Personal Alchemy

personal development Jul 05, 2019
 

Isn’t it ironic that we have more solutions for depression, more books on financial planning, more leaders in the positive thinking movement, and more health solutions than ever before and yet, despite all that, our problems not only persist, they are expanding! I have spent half a lifetime trying to figure out the secret to happiness, looked to uncover the hidden solution that would transform my life into all I ever could have imagined it to be, but still seemed to come up short. I had health in many respects, but my quest for what I thought was healthy (image) only served to burn me out. I read endless books on personal development, psychology, and philosophy and had answers for the world, but none that seemed to unlock the key that would enrich my life the way I had hoped. I sought my happiness in the eyes of others and had not taken the time to ask of myself what happiness meant to me. So now standing at the precipice of my life I realize that I have been given a gift, and the gift is the realization that in order for my life to be what it was meant to be I would have to accept my role as an “alchemist”.

If you remember that historically alchemy was about the efforts of turning lead into gold, and of course the alchemist was the seeker of the knowledge that would allow the impossible to become possible. Though I am not sure if anyone ever figured out how to turn lead into gold, I saw amazing a parallel to what we witness today in the positive thinking and personal development movement. If you look again at what the alchemist was trying to do, convert one thing, lead, which is dull, poisonous as we know today, seemingly worthless, into shiny, beautiful, valuable gold, isn’t that what we are doing with our life story? 

What we see in personal development most often, as was in the case for me for many years, was that we were trying to cover the lead with gold, disguising it so no one would see what was underneath due to shame, fear, unworthiness. And as the gold wore off we frantically applied another coat to the lead, staving off for the moment the risk of the world seeing our faults, our darkness, what we most despise about ourselves.

What we forgot was that to be a true alchemist in the arena of personal development we need to actually change the meaning of our past so that it serves us, so it becomes something precious here today. And how do you do that? As the alchemist worked on turning lead into gold, we can use all our experiences as a tool to teach others, to support those who are presently walking the same path we had traveled once upon a time. What I most despised and hated about myself was to become the greatest gift I could have received. I was given the gift of empathy, for I know the path you are walking. I was given the gift of perseverance, and it has kept me moving forward when at times I simply wanted to quit. I was given the gift of intuition, and it guides me forward, aligning me with the right book, friend or mentor. The gifts when bestowed upon me did not feel like gifts, and at the time I wondered what I did to deserve all that had befallen me. A great mentor had suggested to me that perhaps it was a sacred contract I signed with the universe before I was born, that perhaps I asked for strength, perseverance, compassion, intuition, knowledge, empathy, and the only way to develop these gifts was to be put in a place that forced me to acquire attributes so that today when I sit down with another fellow human being, I can read their struggles, for I have walked their path, and I can be the shoulder they can lean upon until they are strong enough to do it on their own.

My sacred contract allowed me to be here today as a servant leader, and the impact I wish to have on the world is a direct result of the challenges I endured over the course of my life. I finally understand that I can no longer simply “paint over” the pain and suffering, but I can transform those experiences into something amazing, far more valuable than gold will ever be. I now understand what it truly means to be an alchemist.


# INSTRUCTIONS TO FOLLOW
Each word in the data below should be copied exactly; the images should not.

# MATERIAL TO PROCESS
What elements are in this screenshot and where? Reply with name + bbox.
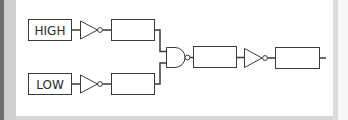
nand-gate-icon bbox=[167, 48, 186, 68]
logic-circuit-diagram: HIGH LOW bbox=[0, 0, 348, 120]
inversion-bubble-icon bbox=[185, 55, 190, 60]
wire-to-nand-bottom bbox=[155, 63, 167, 84]
box-top bbox=[112, 20, 155, 41]
nand-gate bbox=[167, 48, 194, 68]
wire-to-nand-top bbox=[155, 30, 167, 52]
box-middle bbox=[194, 47, 237, 68]
inversion-bubble-icon bbox=[263, 56, 268, 61]
box-bottom bbox=[112, 74, 155, 95]
not-gate-icon bbox=[245, 49, 263, 68]
inversion-bubble-icon bbox=[98, 82, 103, 87]
inversion-bubble-icon bbox=[98, 28, 103, 33]
input-label-high: HIGH bbox=[35, 24, 66, 38]
not-gate-icon bbox=[81, 21, 98, 39]
box-output bbox=[276, 48, 320, 69]
not-gate-icon bbox=[81, 75, 98, 93]
top-branch: HIGH bbox=[29, 20, 167, 52]
bottom-branch: LOW bbox=[29, 63, 167, 95]
input-label-low: LOW bbox=[36, 78, 64, 92]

# REPLY TO THE EXERCISE
What elements are in this screenshot and where? Reply with name + bbox.
nand-gate-icon bbox=[167, 48, 186, 68]
logic-circuit-diagram: HIGH LOW bbox=[0, 0, 348, 120]
inversion-bubble-icon bbox=[185, 55, 190, 60]
wire-to-nand-bottom bbox=[155, 63, 167, 84]
box-top bbox=[112, 20, 155, 41]
nand-gate bbox=[167, 48, 194, 68]
wire-to-nand-top bbox=[155, 30, 167, 52]
box-middle bbox=[194, 47, 237, 68]
inversion-bubble-icon bbox=[263, 56, 268, 61]
box-bottom bbox=[112, 74, 155, 95]
not-gate-icon bbox=[245, 49, 263, 68]
inversion-bubble-icon bbox=[98, 82, 103, 87]
inversion-bubble-icon bbox=[98, 28, 103, 33]
input-label-high: HIGH bbox=[35, 24, 66, 38]
not-gate-icon bbox=[81, 21, 98, 39]
box-output bbox=[276, 48, 320, 69]
not-gate-icon bbox=[81, 75, 98, 93]
top-branch: HIGH bbox=[29, 20, 167, 52]
bottom-branch: LOW bbox=[29, 63, 167, 95]
input-label-low: LOW bbox=[36, 78, 64, 92]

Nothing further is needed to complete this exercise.